The Marine, who looked about sixteen years old, blinked. “Moore, sir.”

“Where are you from?”

“Exminster, sir.”

“Where’s that?” Sharpe was peering through the loophole, watching for an attack, but when the boy did not reply, he turned to him. “Well?”

“Near Exeter, sir. In Devon.”

“Farmers?”

“Father’s a publican, sir. The Stowey Arms.”

Two shells exploded, filling the air with smoke, thunder and the hot breath of flame, and Marine Moore, for once, did not swear.

“One day,” Sharpe said, “you and I will drink some pots of ale at your Stowey Arms in Exminster and no one will believe the tales we tell.”

The boy grinned. “Yes, sir.”

„Is it a good alehouse?“

“The best, sir.”

“And the ale?”

“Rare stuff, sir. Better than the muck you get here.”

“French beer,” Major Richard Sharpe said authoritatively, “is pissed by virgins.” He saw the boy grin as he was supposed to, and slapped his shoulder. “You, Marine Moore, look through that hole. You see anything move, sing out. Understand?”

“Yes, sir.”

“I’m relying on you.” Sharpe, hiding his own terror that was quite as keen as Moore’s, stepped out of the citadel’s shelter. He straightened his jacket and sword, then walked down the southern rampart. He saw the destruction in the courtyard, heard a roundshot shiver a merlon not six paces away, but walked on calmly. Men, sheltering in the archways opening from the courtyard or crouching in the rampart’s citadels, should see him now. He must look calm in the face of this terror, he must let them know that the shells and shot, however loud, were not the end of the earth. He remembered how he, as a younger soldier, had watched his officers and sergeants and how he had believed that if they could take the murderous sounds, then so could he.

He stood at the midpoint of the rampart and stared south.

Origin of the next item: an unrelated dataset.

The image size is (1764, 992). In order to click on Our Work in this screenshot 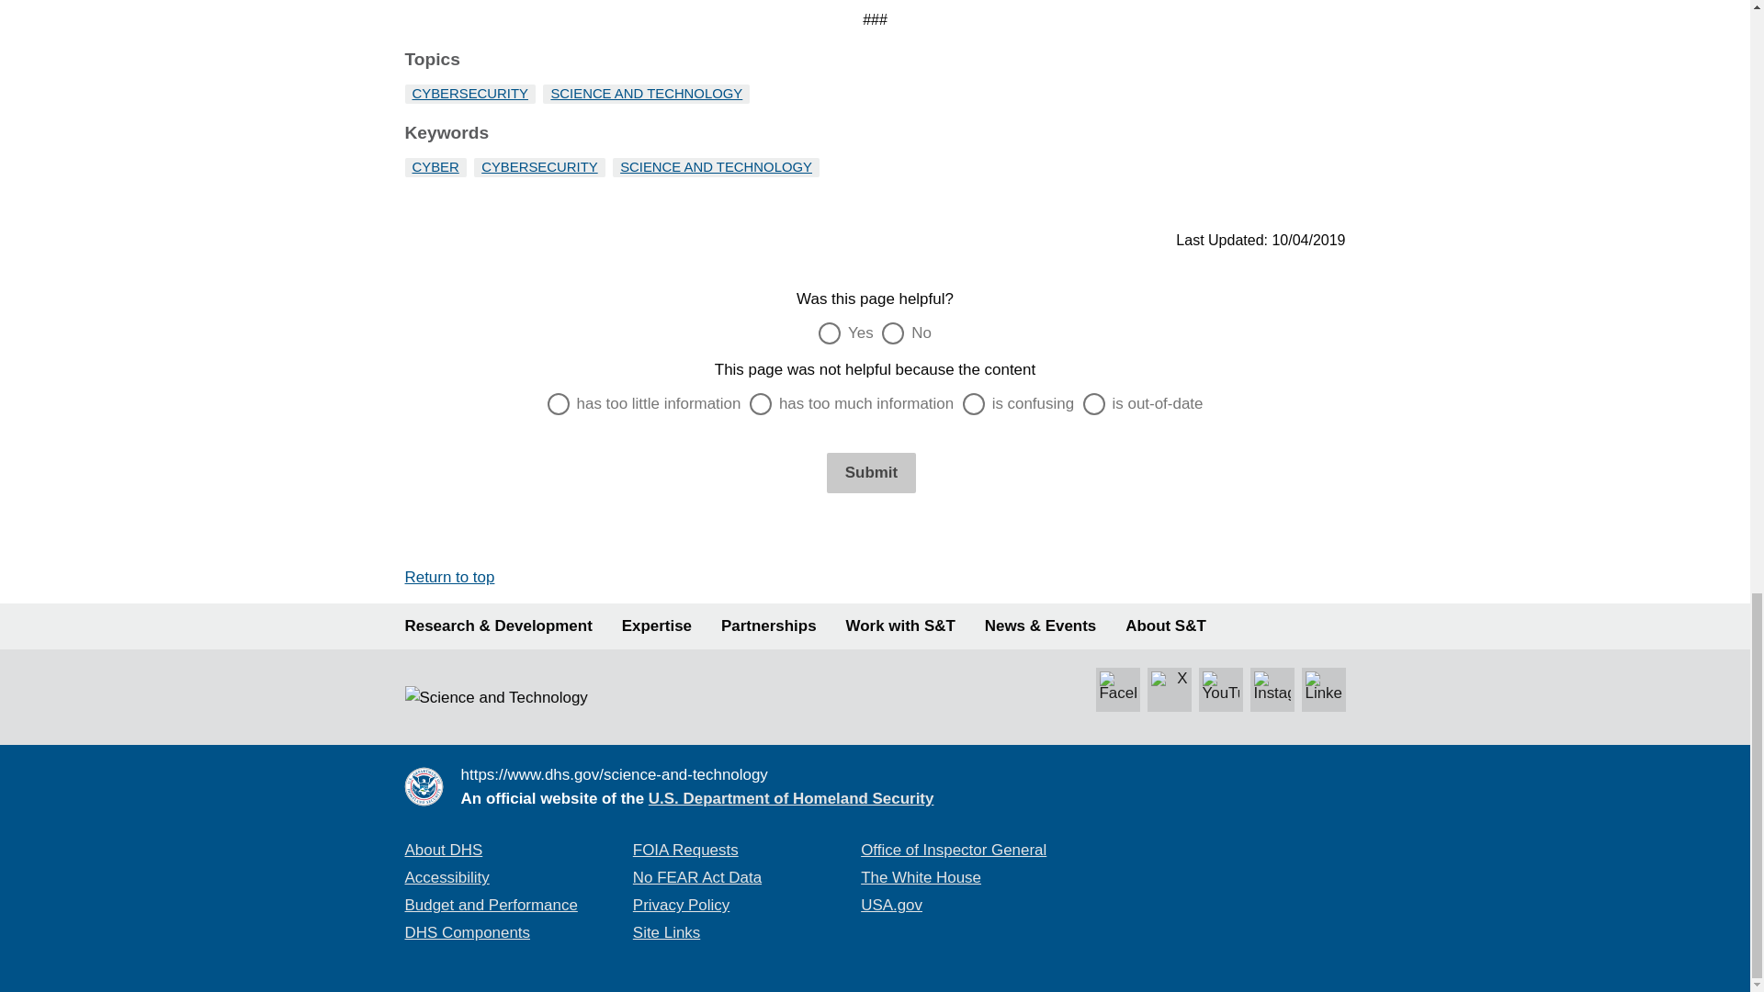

He felt all the old symptoms of fear. His heart thumped in his ribcage, his belly seemed to be sinking, his throat was dry, he felt a muscle trembling in his thigh that he could not still, and sweat, though it was a cold day, pricked at his skin. He told himself he should not move from the spot until he had counted to twenty, then decided that a brave man would count to sixty.